Differentiated Bodies, Dysfluency, Anarchitecture: Disabling Performing Space


Tony McCaffrey
Abstract

The article considers how recent work in disability-led theory and theatre practice provokes a radical re-examination of conventional assumptions about disability and the event-space of performance. The article argues that the presence of disabled artists and the development of disability arts culture challenges boundaries and binaries of spatiality and performance. Disability brings an excess to the performer-audience relationship that problematises conventions of aesthetic distance and that emphasises affective, somatic and gestural exchanges as shown in the responses to Felipe Monteiro’s performance O problemo e porque sou lucido?!

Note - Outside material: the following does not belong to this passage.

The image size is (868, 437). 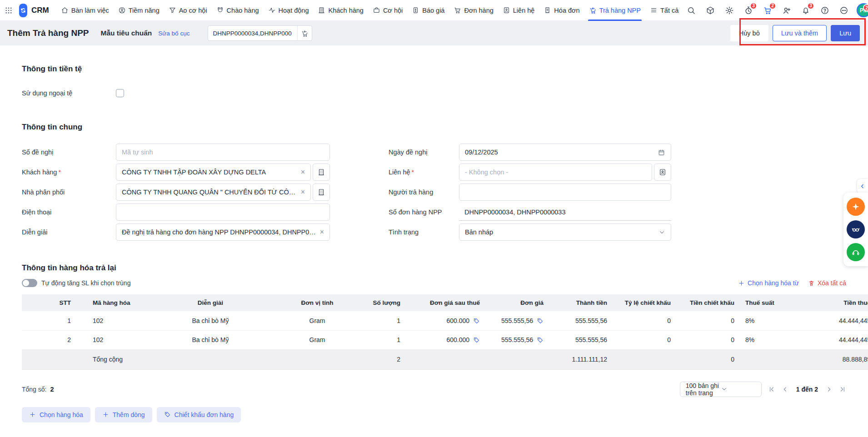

The article then draws on how these excess manifests in theatre-making, drawing on the practical experience of working with Different Light Theatre performer Glen Burrows and his deteriorating health conditions and how these blur the lines between the discipline of performance and the need for care and support.

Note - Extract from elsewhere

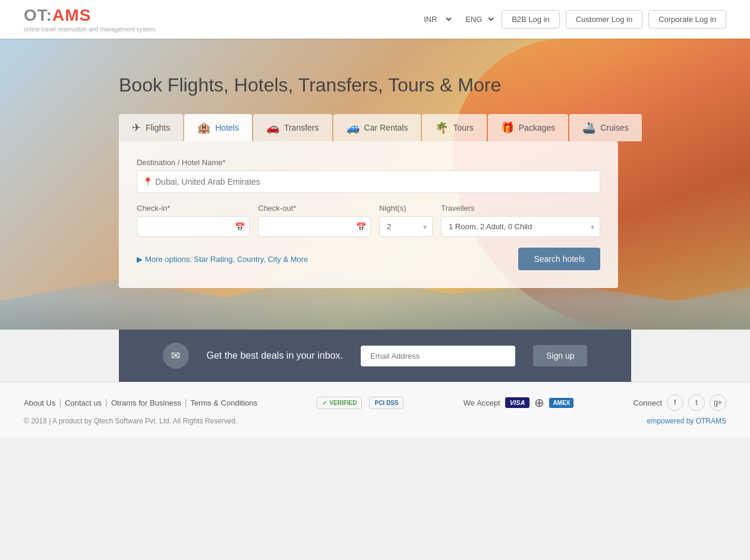  Describe the element at coordinates (463, 128) in the screenshot. I see `tab-tours-label: Tours` at that location.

The article then cites Joshua Saint Pierre’s articulation of dysfluency, a term he uses to valorise the perceived errors and missteps in spoken communication of those who stammer and stutter as a critique of the fluency of communicative, and by extension neoliberal, capital (Saint Pierre, 2022). This critique is then compared to Jack Halberstam’s recent thinking on transness, which like Saint Pierre’s thinking on disability, does not merely wish to replicate the boundaries that would render transness a vehicle of capitalism but rather to generate unimagined lives and structures beyond these boundaries and mechanistic economic models.

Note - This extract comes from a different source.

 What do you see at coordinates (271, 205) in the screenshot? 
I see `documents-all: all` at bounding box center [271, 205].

The article then attempts to relate the somatic and conceptual framings of Monteiro, Saint Pierre and Halberstam to specific examples drawn from the performance practice of Back to Back Theatre and Different Light Theatre in which these theoretical underpinnings appear to be embodied in the practical yet poetic spaces of disability performance. The article concludes that disability-led thinking, culture and practice generates new as yet unimagined possibilities for relationality and relationships.